Poster
66 |
Remote - Hell, in Paradise. A portrait of Dengue from Abdulrazak Gurnah’s masterpiece |
Introduction It is not rare to find in literature at its highest level the powerful representation of human disease. It is the case in the novel Paradise by Abdulrazak Gurnah, which contains a description of a likely Dengue outbreak .
Aims and methods We have analysed the paragraph from the novel emphasizing details that could suggest a Dengue aetiology for the outbreak described among members of the caravan protagonists of the novel.
Early the following day, they set off for Chatu's country. […] They travelled on narrow country paths, beating uphill through lush vegetation. […] Clouds of insects circled their heads. When they stopped to rest, the insects alighted on them and sought out orifices and tender flesh. At the end of their first day in Marungu several of them had fallen ill. They were tormented by mosquitoes in such numbers that in the morning their faces were bloodied and scarred with bites. […] By the third day, the afflicted men were desperately ill and others were showing signs of decline. The worst ones could neither eat nor prevent their bodies from evacuating. Their fellows carried their stinking bodies in turn, ignoring their delirious groans as much as was possible and trying to evade the black blood that oozed out of them. On the steep inclines the men could only move a few feet at a time, dragging their burdens on hands and knees. On the fourth day two of the men died. They buried them quickly and waited an hour while the merchant silently read a sura from the Koran. All of them were now tormented by festering sores, which the insects dug deep into to lay their eggs and draw fresh blood. […] When two more men were found dead on the fifth morning …”
Discussion Dengue was reported in Tanzania since the fifteenth Century and during the nineteenth century on the Islands of Zanzibar and was endemic at the time and geographic setting where the novel Paradise takes place (the actual Republic of Tanzania, during times of colonial invasion). Mosquito vectors are described as “Clouds of insects circled their heads” through the lush vegetation, encountered “early the following day”, likely the day-time beating Aedes mosquito, responsible for disease transmission.
The members of the caravan initially exposed to the endemic serotype in coastal regions, could have been infected with a different serotype when traveling into mainland, explaining the rapid onset of symptoms due to antibody dependent enhancement. Accordingly, the incubation period for Dengue virus is 4–7 days, followed by a febrile phase and constitutional symptoms, well described in a clear temporal sequence, from “the end of the first day” to the “fifth morning” as asthenia, anorexia and “black blood that oozed out of them”, or haemorrhagic manifestations typical of severe disease. The short incubation period, the intensity of symptoms reported by the majority of cases and the fatality rate favours the hypothesis of ADE in diagnosis of Dengue reinfection during the journey in a region endemic for a different viral serotype, and exclude malaria from differential diagnosis, for which premunition in endemic regions would favour asymptomatic infection.
Conclusions Notwithstanding the public health burden of Aedes invasive species and of its transmitted arboviruses in Tanzania, there is still nowadays insufficient information on vector dynamics and transmission risk in most parts of the Country. The powerful pictorial view of this endemic condition provided by Gurnah could inspire, through the beauty of art, further research.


### [Required action]
From the entries below, gather every line containing the string "latent".

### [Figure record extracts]

##############################

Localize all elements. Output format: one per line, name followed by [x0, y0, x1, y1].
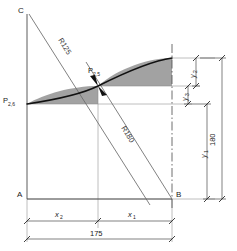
label-R125: R125	[56, 36, 73, 56]
shaded-region-left	[27, 86, 98, 104]
label-180: 180	[208, 133, 217, 146]
svg-text:2,6: 2,6	[8, 101, 15, 107]
svg-text:1: 1	[203, 150, 209, 153]
label-x1: x 1	[127, 210, 136, 220]
vertical-dimension-lines	[184, 58, 226, 199]
svg-text:x: x	[54, 210, 59, 219]
svg-text:1: 1	[133, 214, 136, 220]
label-175: 175	[90, 229, 103, 238]
diagram-canvas: C A B P 2,5 P 2,6 R125 R180 y 2 y 3 y 1 …	[0, 0, 237, 251]
svg-text:x: x	[127, 210, 132, 219]
technical-diagram: C A B P 2,5 P 2,6 R125 R180 y 2 y 3 y 1 …	[0, 0, 237, 251]
label-P-2-5: P 2,5	[88, 66, 100, 77]
label-y3: y 3	[180, 93, 190, 102]
shaded-region-right	[98, 58, 172, 86]
svg-text:2: 2	[60, 214, 63, 220]
frame-lines	[27, 14, 172, 199]
label-C: C	[18, 6, 24, 15]
label-x2: x 2	[54, 210, 63, 220]
label-A: A	[17, 190, 23, 199]
label-y2: y 2	[188, 70, 198, 79]
svg-text:2,5: 2,5	[93, 71, 100, 77]
label-y1: y 1	[199, 150, 209, 159]
svg-text:3: 3	[184, 93, 190, 96]
radius-line-R125	[29, 14, 150, 205]
svg-text:2: 2	[192, 70, 198, 73]
label-R180: R180	[119, 124, 136, 144]
label-P-2-6: P 2,6	[3, 96, 15, 107]
label-B: B	[176, 190, 181, 199]
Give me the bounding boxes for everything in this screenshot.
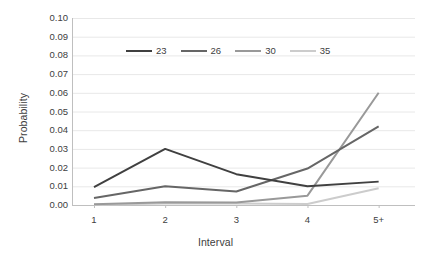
legend-label-26: 26 (211, 46, 222, 56)
legend-item-23[interactable]: 23 (126, 46, 167, 56)
legend-label-30: 30 (265, 46, 276, 56)
legend-swatch-26 (181, 50, 207, 52)
legend-item-26[interactable]: 26 (181, 46, 222, 56)
legend-item-35[interactable]: 35 (290, 46, 331, 56)
line-chart: Probability Interval 0.100.090.080.070.0… (0, 0, 431, 260)
legend-item-30[interactable]: 30 (235, 46, 276, 56)
legend-swatch-23 (126, 50, 152, 52)
x-axis-tick-label: 2 (145, 215, 185, 225)
legend-label-35: 35 (320, 46, 331, 56)
legend-label-23: 23 (156, 46, 167, 56)
legend-swatch-35 (290, 50, 316, 52)
legend-swatch-30 (235, 50, 261, 52)
x-axis-tick-label: 1 (74, 215, 114, 225)
x-axis-tick-label: 3 (216, 215, 256, 225)
x-axis-tick-label: 4 (287, 215, 327, 225)
legend: 23263035 (126, 44, 330, 58)
x-axis-tick-labels: 12345+ (0, 0, 431, 260)
x-axis-tick-label: 5+ (359, 215, 399, 225)
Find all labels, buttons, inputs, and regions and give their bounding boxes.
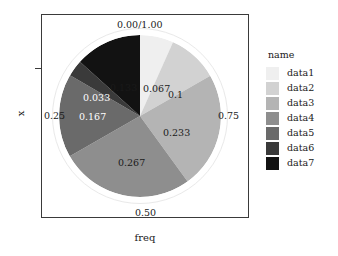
legend-item-data5[interactable]: data5 bbox=[266, 126, 338, 141]
slice-label-data5: 0.167 bbox=[79, 112, 106, 122]
legend-swatch-data6 bbox=[266, 142, 279, 155]
axis-tick-label-right: 0.75 bbox=[218, 111, 239, 121]
chart-figure: x freq 0.067 0.1 0.233 0.267 0.167 0.033… bbox=[0, 0, 338, 256]
y-axis-title: x bbox=[15, 104, 26, 124]
legend-label-data4: data4 bbox=[287, 113, 314, 123]
legend-item-data1[interactable]: data1 bbox=[266, 66, 338, 81]
slice-label-data1: 0.067 bbox=[143, 84, 170, 94]
legend-label-data5: data5 bbox=[287, 128, 314, 138]
slice-label-data3: 0.233 bbox=[163, 128, 190, 138]
legend-swatch-data5 bbox=[266, 127, 279, 140]
legend-label-data7: data7 bbox=[287, 158, 314, 168]
slice-label-data6: 0.033 bbox=[83, 93, 110, 103]
slice-label-data7: 0.133 bbox=[110, 83, 137, 93]
axis-tick-label-bottom: 0.50 bbox=[135, 208, 156, 218]
legend-label-data3: data3 bbox=[287, 98, 314, 108]
legend-item-data3[interactable]: data3 bbox=[266, 96, 338, 111]
y-axis-tick-mark bbox=[35, 68, 41, 69]
legend-swatch-data7 bbox=[266, 157, 279, 170]
legend-label-data2: data2 bbox=[287, 83, 314, 93]
legend-swatch-data4 bbox=[266, 112, 279, 125]
legend-item-data6[interactable]: data6 bbox=[266, 141, 338, 156]
slice-label-data2: 0.1 bbox=[168, 90, 183, 100]
axis-tick-label-top: 0.00/1.00 bbox=[117, 20, 163, 30]
axis-tick-label-left: 0.25 bbox=[44, 111, 65, 121]
legend: name data1data2data3data4data5data6data7 bbox=[266, 50, 338, 171]
x-axis-title: freq bbox=[100, 232, 190, 243]
legend-items: data1data2data3data4data5data6data7 bbox=[266, 66, 338, 171]
legend-item-data4[interactable]: data4 bbox=[266, 111, 338, 126]
legend-item-data2[interactable]: data2 bbox=[266, 81, 338, 96]
legend-swatch-data2 bbox=[266, 82, 279, 95]
slice-label-data4: 0.267 bbox=[118, 158, 145, 168]
legend-swatch-data1 bbox=[266, 67, 279, 80]
legend-label-data1: data1 bbox=[287, 68, 314, 78]
legend-swatch-data3 bbox=[266, 97, 279, 110]
legend-item-data7[interactable]: data7 bbox=[266, 156, 338, 171]
legend-label-data6: data6 bbox=[287, 143, 314, 153]
legend-title: name bbox=[268, 50, 338, 60]
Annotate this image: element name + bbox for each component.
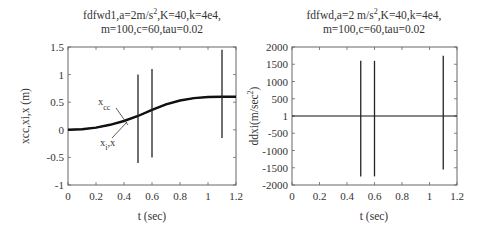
y-tick-label: 0 <box>59 124 65 136</box>
right-plot: fdfwd,a=2 m/s2​,K=40,k=4e4, m=100,c=60,t… <box>246 7 464 223</box>
y-tick-label: 1500 <box>266 58 289 70</box>
right-plot-ylabel: ddxi(m/sec2​) <box>246 86 261 145</box>
y-tick-label: 1000 <box>266 76 289 88</box>
y-tick-label: -1000 <box>262 145 288 157</box>
y-tick-label: 1 <box>59 69 65 81</box>
x-tick-label: 0.4 <box>340 190 354 202</box>
figure: fdfwd1,a=2m/s2​,K=40,k=4e4, m=100,c=60,t… <box>0 0 484 229</box>
y-tick-label: -500 <box>268 127 289 139</box>
x-tick-label: 0.4 <box>117 190 131 202</box>
annotation-xi-x: xi,x <box>100 137 116 152</box>
left-plot-xlabel: t (sec) <box>138 210 167 223</box>
right-plot-xlabel: t (sec) <box>360 210 389 223</box>
x-tick-label: 1.2 <box>450 190 464 202</box>
y-tick-label: -1 <box>55 179 64 191</box>
x-tick-label: 0.6 <box>368 190 382 202</box>
x-tick-label: 0 <box>289 190 295 202</box>
y-tick-label: 500 <box>272 93 289 105</box>
y-tick-label: 0.5 <box>50 96 64 108</box>
left-plot-axes: 00.20.40.60.811.2-1-0.500.511.5 <box>47 41 243 202</box>
x-tick-label: 1 <box>427 190 433 202</box>
x-tick-label: 0.8 <box>395 190 409 202</box>
y-tick-label: 1 <box>283 110 289 122</box>
x-tick-label: 0 <box>65 190 71 202</box>
right-plot-axes: 00.20.40.60.811.2-2000-1500-1000-5001500… <box>262 41 464 202</box>
left-plot-title-line2: m=100,c=60,tau=0.02 <box>101 23 203 36</box>
right-plot-title-line1: fdfwd,a=2 m/s2​,K=40,k=4e4, <box>307 7 442 22</box>
y-tick-label: 1.5 <box>50 41 64 53</box>
x-tick-label: 1 <box>205 190 211 202</box>
left-plot-ylabel: xcc,xi,x (m) <box>19 88 32 144</box>
annotation-xcc: xcc <box>98 96 111 112</box>
left-plot-series <box>68 50 236 163</box>
right-plot-title-line2: m=100,c=60,tau=0.02 <box>323 23 425 36</box>
y-tick-label: 2000 <box>266 41 289 53</box>
right-plot-series <box>292 56 457 177</box>
y-tick-label: -1500 <box>262 162 288 174</box>
x-tick-label: 0.2 <box>89 190 103 202</box>
y-tick-label: -2000 <box>262 179 288 191</box>
x-tick-label: 0.6 <box>145 190 159 202</box>
x-tick-label: 0.8 <box>173 190 187 202</box>
x-tick-label: 0.2 <box>313 190 327 202</box>
y-tick-label: -0.5 <box>47 151 65 163</box>
left-plot-title-line1: fdfwd1,a=2m/s2​,K=40,k=4e4, <box>83 7 221 22</box>
left-plot: fdfwd1,a=2m/s2​,K=40,k=4e4, m=100,c=60,t… <box>19 7 243 223</box>
x-tick-label: 1.2 <box>229 190 243 202</box>
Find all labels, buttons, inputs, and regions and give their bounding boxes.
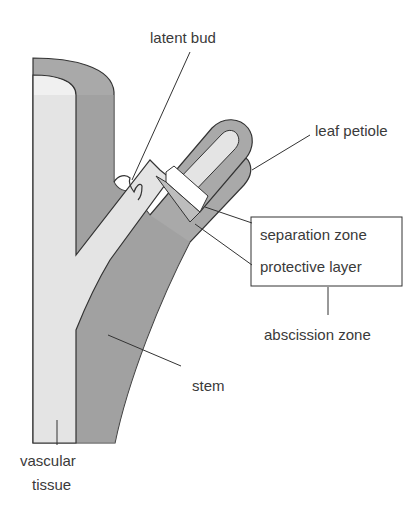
label-stem: stem (192, 377, 225, 394)
abscission-diagram: latent bud leaf petiole separation zone … (0, 0, 420, 509)
label-vascular: vascular (20, 452, 76, 469)
label-protective-layer: protective layer (260, 258, 362, 275)
label-leaf-petiole: leaf petiole (315, 122, 388, 139)
label-latent-bud: latent bud (150, 29, 216, 46)
label-separation-zone: separation zone (260, 226, 367, 243)
label-abscission-zone: abscission zone (264, 326, 371, 343)
label-tissue: tissue (32, 476, 71, 493)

##############################

### [Result of this task]
abscission-diagram: latent bud leaf petiole separation zone … (0, 0, 420, 509)
label-latent-bud: latent bud (150, 29, 216, 46)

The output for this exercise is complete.